Thursday, August 13, 2015

Laravel beginner tutorial. Traits and facades

Start working with Laravel:

Laravel is offering an already configured virtual machine with everything is needed to learn it, but  for some reason you may not be able to use a virtualized environment (I am in this situation). So I will install Laravel on Windows in my EasyPHP Devserver 14.1 VC11 with PHP 6.

Installing Laravel on Windows
-following on the official documentation found here: http://laravel.com/docs/5.1/installation#basic-configuration
-composer command:

    composer create-project laravel/laravel "C:\...your preffered installation path"

After this, create a virtual host which is pointing to "public" folder under root Laravel project path.
I've heard good things about video tutorials on Laracasts but I prefer a written one.I found the site learninglaravel.com which gives you access for free at most of the content (registration needed):

1. basic routing, controllers and views:  http://learninglaravel.net/laravel5/building-our-first-website
2. authentication   -  some part of the authentication tutorial si available only for paid user so I had to figure it out myself using this tutorial:

      https://laraveltips.wordpress.com/2015/06/15/how-to-make-user-login-and-registration-laravel-5-1
and official documentation at: http://laravel.com/docs/5.1/authentication#included-authenticating

Traits:

In the Authentication process  are used traits. Is the first time when I used the concept so I did a little bit of research:
From PHP manual:   As of PHP 5.4.0, PHP implements a method of code reuse called Traits. 

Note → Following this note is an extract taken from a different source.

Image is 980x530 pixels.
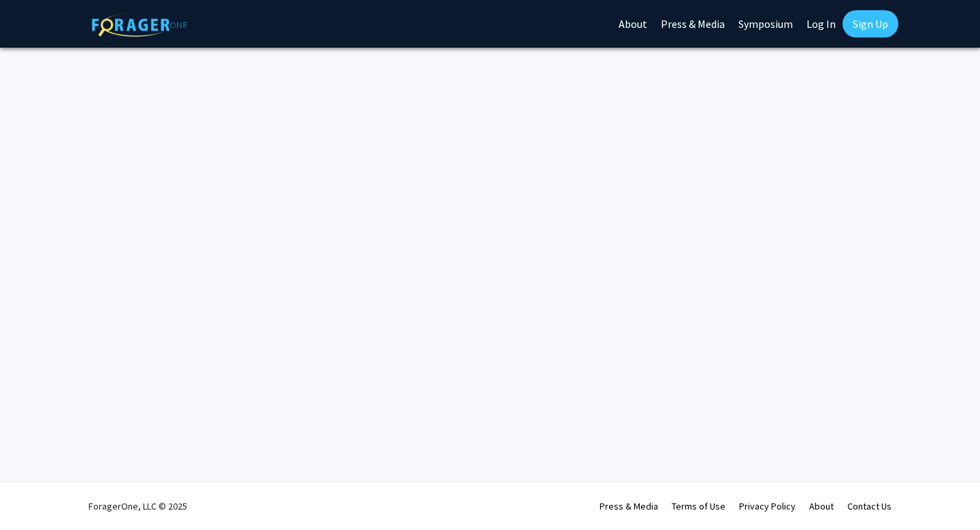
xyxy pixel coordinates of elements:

Traits are a mechanism for code reuse in single inheritance languages such as PHP. A Trait is intended to reduce some limitations of single inheritance by enabling a developer to reuse sets of methods freely in several independent classes living in different class hierarchies. The semantics of the combination of Traits and classes is defined in a way which reduces complexity, and avoids the typical problems associated with multiple inheritance and Mixins. 

A Trait is similar to a class, but only intended to group functionality in a fine-grained and consistent way. It is not possible to instantiate a Trait on its own. It is an addition to traditional inheritance and enables horizontal composition of behavior; that is, the application of class members without requiring inheritance. 

Facades:

From http://laravel.com/docs/5.0/facades 
Facades provide a "static" interface to classes that are available in the application's service container. Laravel ships with many facades, and you have probably been using them without even knowing it! Laravel "facades" serve as "static proxies" to underlying classes in the service container, providing the benefit of a terse, expressive syntax while maintaining more testability and flexibility than traditional static methods.